LGBT activist Marielle Franco’s fiancée “waiting for her to come back” one month after murder

Mônica Benício has spoken out following the murder of her fiancée, black feminist LGBT activist Marielle Franco.

Benício was due to marry councillor and activist Franco next year. Franco was an openly serving lesbian politician who fought for minorities across Rio de Janeiro, where she grew up in one of the many favelas.

She won the fifth-highest vote count of council members in 2015, defying the odds which were set against her as a black, gay woman.

Franco, 38, and her driver Anderson Pedro Gomes, 39, were shot in Brazil one month ago.

(Mariella Franco/Facebook)

She often spoke openly about the need to crack down on discrimination against minority groups, as well as police violence, who she said exercised excessive force.

Speaking to The Guardian, Franco’s fiancée Benício has opened up about her death, revealing that she’s still “waiting for her to come back”.
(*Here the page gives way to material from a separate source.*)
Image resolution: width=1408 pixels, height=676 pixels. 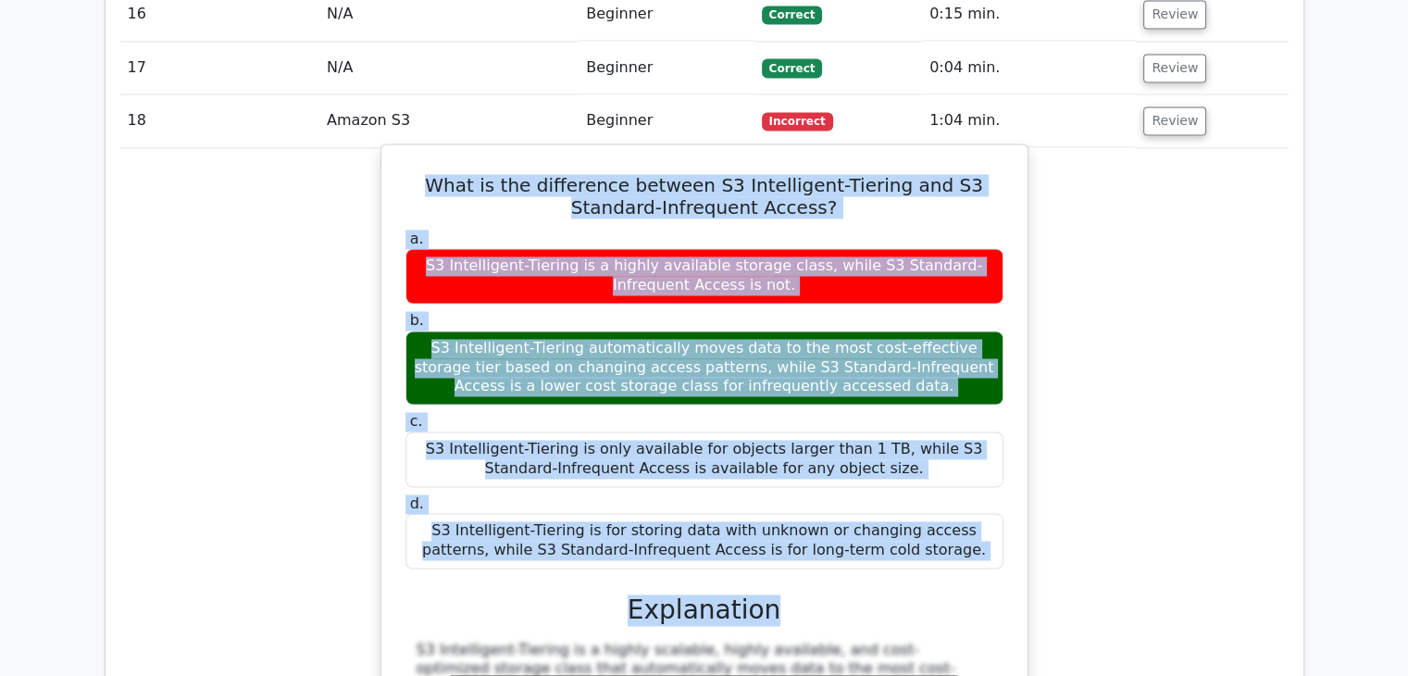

“I screamed and I shouted. I smashed part of the house… None of it seemed real… It was like I was having a nightmare and would wake up at any moment. But as more and more friends arrived it became more and more real. More concrete. More desperate,” she said.
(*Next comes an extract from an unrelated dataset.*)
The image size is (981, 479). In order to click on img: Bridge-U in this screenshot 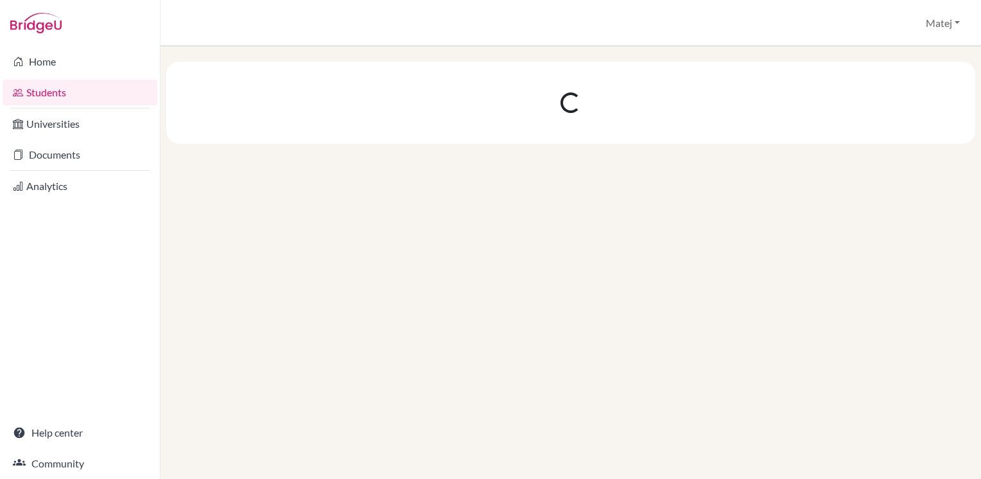, I will do `click(36, 23)`.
Benício continued: “There are two Marielles: the one we are all out on the streets shouting is alive and the Marielle who is my companion and who I still haven’t managed to mourn. I still haven’t accepted this has happened.”

A woman at the demonstration against the murder of Mariella Franco (Photo by MAURO PIMENTEL/AFP/Getty Images)

“I don’t question at all that it was a political crime,” she added. “She was our only black female councillor – a black, lesbian woman from the favelas occupying a position of power that’s predominantly reserved for the white men who make up this ‘Brazilian elite’.”


“I’m waiting for her to come back,” Benício admitted. “Any time now.”

Following the attack, thousands took to the streets outside of Rio de Janeiro’s council chamber to protest against the growing violence in Brazil.

The demonstration against the murder of Mariella Franco (Photo by MAURO PIMENTEL/AFP/Getty Images)

Officials have confirmed that it appears Franco was specifically targeted and not shot in a random attack.

A “full investigation” is going to be carried out over the death, confirmed the head of public security Richard Nunes.